Louis Gaussen, Divine Inspiration of the Bible, 1841
Published in 1841, 40 years before the notorious novel 1881 Greek NT the pre-critical theology of inspiration was still being articulated. On two pages we find 1. The failure of scholarship; 2. Jot and tittle infallibility; 3. The creative element of inspiration down to the very words (dictation); 4. Scripture’s self-attestation and self-authentication. Only the intellectually blind will miss the conspicuous corruption of orthodox Bibliology between 1841 and 1881. As if turning off the lights of spiritual illumination, the Church was confronted with academic prejudices and factual ambivalences as if such confusion was normative to the Christian faith. It’s past time to wake up brothers and sisters and accept the fact much of the Church has been duped and return to the orthodox Bibliology taught in the KJB and promulgated by our theological forefathers.
Dr. Peter William Van Kleeck, Sr. : B.A., Grand Rapids Baptist College, 1986; M.A.R., Westminster Theological Seminary, 1990; Th.M., Calvin Theological Seminary, 1998; D. Min, Bob Jones University, 2013. Dr. Van Kleeck was formerly the Director of the Institute for Biblical Textual Studies, Grand Rapids, MI, (1990-1994) lecturing, researching and writing in the defense of the Masoretic Hebrew text, Greek Received Text and King James Bible. His published works include, "Fundamentalism’s Folly?: A Bible Version Debate Case Study" (Grand Rapids: Institute for Biblical Textual Studies, 1998); “We have seen the future and we are not in it,” Trinity Review, (Mar. 99); “Andrew Willet (1562-1621: Reformed Interpretation of Scripture,” The Banner of Truth, (Mar. 99); "A Primer for the Public Preaching of the Song of Songs" (Outskirts Press, 2015). Dr. Van Kleeck is the pastor of the Providence Baptist Church in Manassas, VA where he has ministered for the past twenty-one years. He is married to his wife of 43 years, Annette, and has three married sons, one daughter and eighteen grandchildren.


Each line of the material below that holds the word "left" needs to be copied.

Input records =>

****************

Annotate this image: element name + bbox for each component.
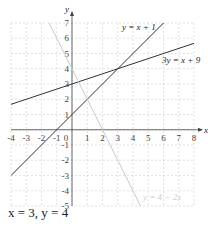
y-tick-label: 6 — [65, 33, 70, 43]
answer-text: x = 3, y = 4 — [8, 205, 68, 221]
x-tick-label: -3 — [23, 133, 31, 143]
y-tick-label: 2 — [65, 94, 70, 104]
x-axis-label: x — [203, 125, 208, 135]
x-tick-label: -2 — [38, 133, 46, 143]
x-axis-arrow-icon — [198, 128, 203, 132]
x-tick-label: 4 — [131, 133, 136, 143]
line-label-1: y = x + 1 — [121, 22, 156, 32]
y-axis-label: y — [64, 4, 69, 14]
x-tick-label: 8 — [192, 133, 197, 143]
x-tick-label: 1 — [85, 133, 90, 143]
y-tick-label: -3 — [62, 171, 70, 181]
line-label-3: y = 4 − 2x — [142, 192, 181, 202]
chart: xy-4-3-2-1012345678-5-4-3-2-11234567y = … — [0, 0, 208, 226]
line-label-2: 3y = x + 9 — [161, 55, 201, 65]
y-axis-arrow-icon — [70, 11, 74, 16]
y-tick-label: 7 — [65, 18, 70, 28]
x-tick-label: -1 — [53, 133, 61, 143]
y-tick-label: 3 — [65, 79, 70, 89]
y-tick-label: -4 — [62, 186, 70, 196]
y-tick-label: 4 — [65, 64, 70, 74]
x-tick-label: -4 — [7, 133, 15, 143]
x-tick-label: 6 — [161, 133, 166, 143]
x-tick-label: 3 — [116, 133, 121, 143]
y-tick-label: 5 — [65, 49, 70, 59]
x-tick-label: 2 — [100, 133, 105, 143]
y-tick-label: -2 — [62, 155, 70, 165]
x-tick-label: 7 — [177, 133, 182, 143]
x-tick-label: 5 — [146, 133, 151, 143]
y-tick-label: -1 — [62, 140, 70, 150]
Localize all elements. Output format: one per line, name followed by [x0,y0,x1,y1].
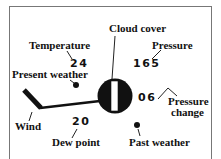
wind-barb-icon [24,90,100,108]
temperature-label: Temperature [29,40,90,51]
past-weather-label: Past weather [129,137,190,148]
present-weather-dot-icon [73,82,79,88]
pressure-change-value: 06 [138,92,156,103]
dew-point-value: 20 [72,116,90,127]
cloud-cover-leader [112,36,115,79]
present-weather-leader [70,80,74,83]
dew-point-label: Dew point [52,137,100,148]
pressure-value: 165 [133,58,160,69]
past-weather-leader [138,129,140,136]
cloud-cover-circle-icon [98,79,133,114]
pressure-label: Pressure [152,40,193,51]
pressure-change-label-line2: change [171,107,204,118]
cloud-cover-label: Cloud cover [109,23,166,34]
past-weather-dot-icon [134,122,140,128]
present-weather-label: Present weather [12,69,88,80]
wind-label: Wind [15,121,41,132]
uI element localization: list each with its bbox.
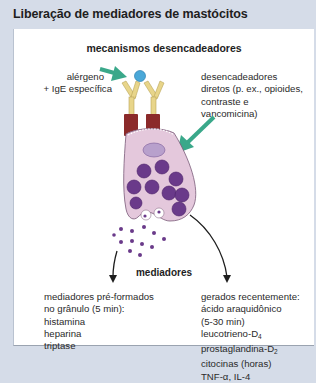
mediators-label: mediadores	[14, 267, 314, 278]
new-header: gerados recentemente:	[201, 291, 300, 303]
new-item: leucotrieno-D4	[201, 328, 300, 343]
new-item: prostaglandina-D2	[201, 343, 300, 358]
released-mediators-icon	[112, 225, 166, 257]
new-item: ácido araquidônico	[201, 303, 300, 315]
preformed-item: histamina	[44, 316, 154, 328]
new-mediators-list: gerados recentemente: ácido araquidônico…	[201, 291, 300, 383]
diagram-panel: mecanismos desencadeadores alérgeno + Ig…	[13, 29, 314, 346]
subscript: 2	[274, 348, 278, 355]
new-item: citocinas (horas)	[201, 358, 300, 370]
preformed-item: triptase	[44, 340, 154, 352]
new-item: (5-30 min)	[201, 316, 300, 328]
new-item-text: prostaglandina-D	[201, 343, 274, 354]
ige-antibody-icon	[122, 81, 164, 115]
preformed-mediators-list: mediadores pré-formados no grânulo (5 mi…	[44, 291, 154, 352]
allergen-icon	[135, 71, 146, 82]
preformed-item: heparina	[44, 328, 154, 340]
new-item-text: leucotrieno-D	[201, 328, 258, 339]
preformed-header-2: no grânulo (5 min):	[44, 303, 154, 315]
nucleus-icon	[143, 143, 165, 157]
allergen-arrow-icon	[100, 66, 127, 81]
new-item: TNF-α, IL-4	[201, 371, 300, 383]
figure-title: Liberação de mediadores de mastócitos	[13, 7, 248, 21]
preformed-header-1: mediadores pré-formados	[44, 291, 154, 303]
subscript: 4	[258, 333, 262, 340]
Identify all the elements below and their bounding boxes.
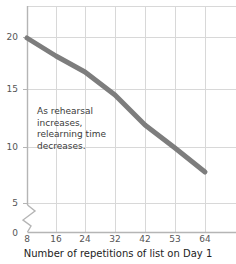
x-tick-label-32: 32: [109, 234, 120, 245]
x-tick-label-16: 16: [50, 234, 61, 245]
x-axis-title: Number of repetitions of list on Day 1: [0, 248, 236, 260]
y-tick-label-10: 10: [7, 142, 18, 152]
y-tick-label-15: 15: [7, 84, 18, 94]
x-tick-label-64: 64: [199, 234, 210, 245]
y-axis: 20 15 10 5 0: [0, 0, 22, 264]
x-tick-label-53: 53: [169, 234, 180, 245]
annotation-line-2: increases,: [37, 118, 123, 130]
chart-annotation: As rehearsal increases, relearning time …: [37, 106, 123, 152]
y-tick-label-20: 20: [7, 32, 18, 42]
annotation-line-4: decreases.: [37, 141, 123, 153]
annotation-line-1: As rehearsal: [37, 106, 123, 118]
chart-container: 20 15 10 5 0 8 16 24 32 42 53 64 Number …: [0, 0, 236, 264]
x-tick-label-24: 24: [79, 234, 90, 245]
x-tick-label-8: 8: [24, 234, 30, 245]
annotation-line-3: relearning time: [37, 129, 123, 141]
x-axis: 8 16 24 32 42 53 64: [0, 234, 236, 248]
x-tick-label-42: 42: [139, 234, 150, 245]
y-tick-label-5: 5: [12, 198, 18, 208]
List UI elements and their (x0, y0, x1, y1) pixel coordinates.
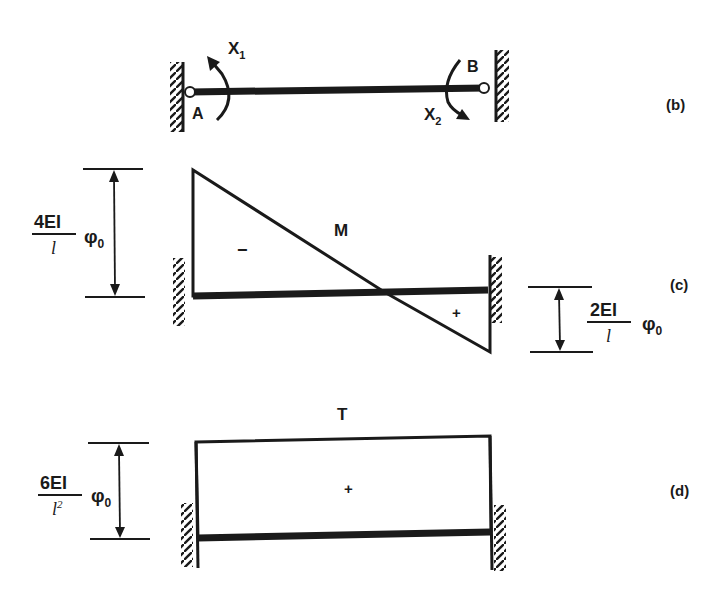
fixed-support-right-icon (490, 257, 502, 323)
panel-label-d: (d) (670, 482, 689, 499)
moment-x1-label: X1 (228, 39, 245, 61)
diagram-title-t: T (337, 405, 348, 424)
moment-diagram-negative (193, 170, 386, 296)
dimension-arrow-left (114, 176, 115, 290)
sign-positive: + (344, 480, 353, 497)
hinge-a-icon (185, 87, 195, 97)
moment-right-magnitude: 2EI l φ0 (587, 300, 663, 346)
moment-diagram-positive (386, 255, 490, 352)
panel-b: X1 X2 A B (b) (170, 39, 685, 132)
moment-x2-label: X2 (424, 105, 441, 127)
fixed-support-right-icon (496, 50, 509, 122)
node-b-label: B (467, 58, 479, 75)
beam (198, 532, 490, 538)
sign-negative: − (237, 240, 248, 260)
beam (190, 88, 486, 92)
svg-text:l: l (606, 326, 611, 346)
dimension-arrow-right (559, 294, 560, 345)
beam (193, 290, 488, 296)
svg-text:φ0: φ0 (84, 226, 105, 251)
fixed-support-left-icon (173, 258, 185, 326)
moment-left-magnitude: 4EI l φ0 (32, 212, 105, 258)
shear-magnitude: 6EI l2 φ0 (38, 473, 112, 519)
panel-label-b: (b) (666, 96, 685, 113)
svg-text:φ0: φ0 (642, 313, 663, 338)
svg-text:2EI: 2EI (590, 300, 617, 320)
fixed-support-right-icon (494, 505, 506, 571)
svg-text:φ0: φ0 (91, 485, 112, 510)
fixed-support-left-icon (170, 62, 183, 132)
node-a-label: A (192, 105, 204, 122)
svg-text:l: l (51, 238, 56, 258)
fixed-support-left-icon (181, 503, 193, 567)
structural-diagram: X1 X2 A B (b) 4EI l φ0 M − + (0, 0, 728, 604)
diagram-title-m: M (334, 221, 348, 240)
panel-c: 4EI l φ0 M − + 2EI l φ0 (c) (32, 169, 688, 352)
dimension-arrow-shear (119, 450, 120, 532)
svg-text:l2: l2 (52, 498, 63, 519)
svg-text:4EI: 4EI (34, 212, 61, 232)
panel-d: 6EI l2 φ0 T + (d) (38, 405, 689, 571)
panel-label-c: (c) (670, 276, 688, 293)
hinge-b-icon (479, 83, 489, 93)
svg-text:6EI: 6EI (40, 473, 67, 493)
sign-positive: + (452, 304, 461, 321)
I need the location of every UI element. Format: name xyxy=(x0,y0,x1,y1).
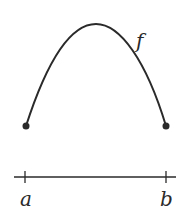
function-curve xyxy=(26,24,166,126)
function-diagram: f a b xyxy=(0,0,187,220)
function-label: f xyxy=(134,29,147,53)
right-endpoint-dot xyxy=(163,123,170,130)
label-a: a xyxy=(20,187,32,211)
diagram-canvas: f a b xyxy=(0,0,187,220)
left-endpoint-dot xyxy=(23,123,30,130)
label-b: b xyxy=(160,187,173,211)
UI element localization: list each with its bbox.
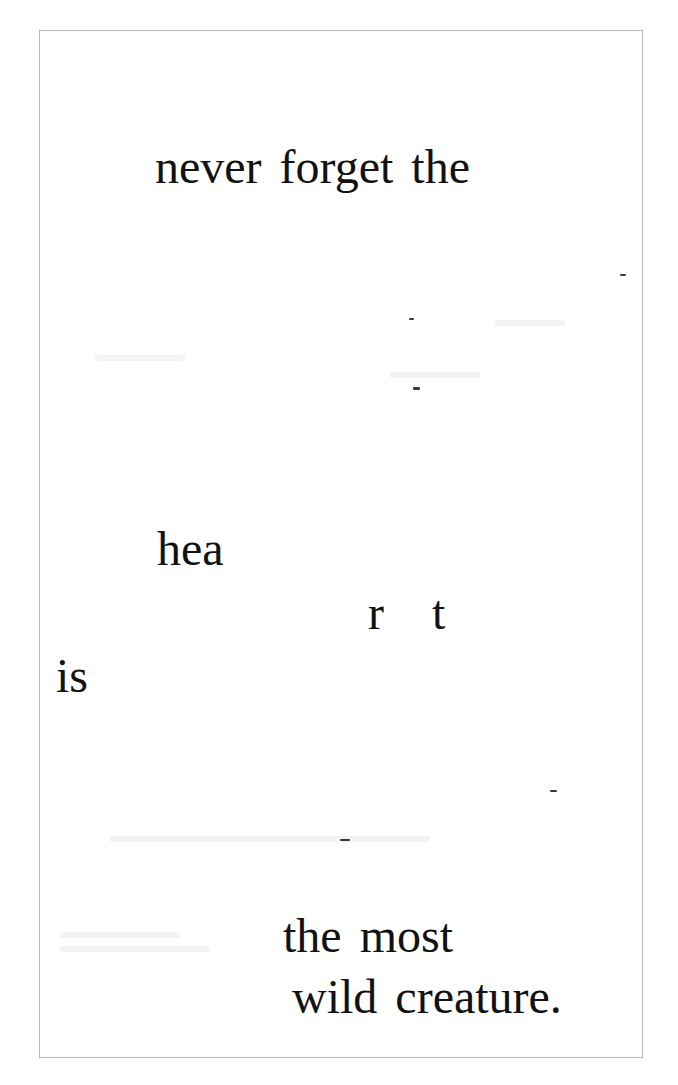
erased-text-trace — [495, 320, 565, 326]
erased-text-trace — [110, 836, 430, 842]
erased-text-trace — [60, 932, 180, 938]
ink-speck — [550, 790, 557, 792]
line-wild-creature: wild creature. — [292, 973, 562, 1021]
fragment-hea: hea — [157, 525, 224, 573]
erased-text-trace — [390, 372, 480, 378]
fragment-t: t — [432, 589, 445, 637]
fragment-r: r — [368, 589, 384, 637]
ink-speck — [413, 387, 420, 390]
line-the-most: the most — [283, 912, 453, 960]
ink-speck — [620, 274, 626, 276]
erased-text-trace — [60, 946, 210, 952]
line-never-forget-the: never forget the — [155, 143, 470, 191]
ink-speck — [409, 318, 414, 320]
erased-text-trace — [95, 355, 185, 361]
fragment-is: is — [56, 652, 88, 700]
ink-speck — [340, 839, 350, 841]
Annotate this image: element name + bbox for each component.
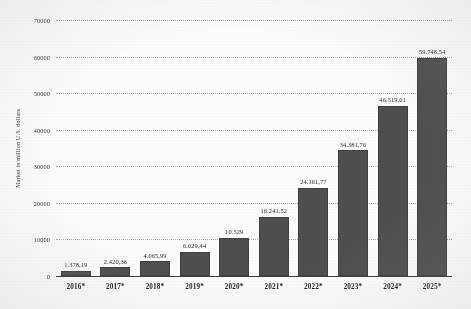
bar[interactable] [140, 261, 170, 276]
x-axis-ticks: 2016*2017*2018*2019*2020*2021*2022*2023*… [56, 283, 452, 297]
y-axis-tick-label: 10000 [34, 236, 50, 243]
x-axis-tick-label: 2025* [412, 283, 452, 291]
bar[interactable] [100, 267, 130, 276]
bar-value-label: 1.378,19 [64, 261, 87, 268]
bar[interactable] [338, 150, 368, 276]
x-axis-tick-label: 2017* [96, 283, 136, 291]
y-axis-title-label: Market in million U.S. dollars [15, 108, 22, 187]
bar-value-label: 10.529 [225, 228, 243, 235]
bar-value-label: 46.519,61 [379, 96, 405, 103]
bar[interactable] [298, 188, 328, 276]
bar-value-label: 59.748,54 [419, 48, 445, 55]
x-axis-tick-label: 2020* [214, 283, 254, 291]
bar[interactable] [259, 217, 289, 276]
bar-slot: 24.161,77 [294, 20, 334, 276]
bar[interactable] [219, 238, 249, 277]
y-axis-tick-label: 70000 [34, 17, 50, 24]
bar-value-label: 2.420,36 [104, 258, 127, 265]
bar-slot: 34.381,76 [333, 20, 373, 276]
plot-area: 700006000050000400003000020000100000 1.3… [56, 20, 452, 276]
y-axis-tick-label: 30000 [34, 163, 50, 170]
axis-baseline [56, 276, 452, 277]
bar-slot: 46.519,61 [373, 20, 413, 276]
y-axis-tick-label: 40000 [34, 126, 50, 133]
bar-series: 1.378,192.420,364.065,996.629,4410.52916… [56, 20, 452, 276]
bar-value-label: 34.381,76 [340, 141, 366, 148]
bar-value-label: 16.241,52 [261, 207, 287, 214]
bar-slot: 16.241,52 [254, 20, 294, 276]
y-axis-tick-label: 50000 [34, 90, 50, 97]
x-axis-tick-label: 2019* [175, 283, 215, 291]
bar-value-label: 6.629,44 [183, 242, 206, 249]
bar[interactable] [61, 271, 91, 276]
bar-value-label: 24.161,77 [300, 178, 326, 185]
bar-slot: 6.629,44 [175, 20, 215, 276]
x-axis-tick-label: 2018* [135, 283, 175, 291]
bar-slot: 1.378,19 [56, 20, 96, 276]
bar[interactable] [378, 106, 408, 276]
y-axis-title: Market in million U.S. dollars [12, 20, 24, 276]
x-axis-tick-label: 2023* [333, 283, 373, 291]
y-axis-tick-label: 0 [47, 273, 50, 280]
x-axis-tick-label: 2024* [373, 283, 413, 291]
x-axis-tick-label: 2016* [56, 283, 96, 291]
bar-slot: 59.748,54 [412, 20, 452, 276]
bar-slot: 2.420,36 [96, 20, 136, 276]
x-axis-tick-label: 2022* [294, 283, 334, 291]
bar-value-label: 4.065,99 [143, 252, 166, 259]
bar-slot: 10.529 [214, 20, 254, 276]
bar-slot: 4.065,99 [135, 20, 175, 276]
bar-chart-figure: Market in million U.S. dollars 700006000… [0, 0, 471, 309]
y-axis-tick-label: 60000 [34, 53, 50, 60]
bar[interactable] [180, 252, 210, 276]
x-axis-tick-label: 2021* [254, 283, 294, 291]
y-axis-tick-label: 20000 [34, 199, 50, 206]
bar[interactable] [417, 58, 447, 277]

****************

Exercise output =>
dimension-arrow-left (114, 176, 115, 290)
fixed-support-left-icon (173, 258, 185, 326)
moment-left-magnitude: 4EI l φ0 (32, 212, 105, 258)
fixed-support-left-icon (170, 62, 183, 132)
fixed-support-left-icon (181, 503, 193, 567)
left-endpoint-dot xyxy=(23,123,30,130)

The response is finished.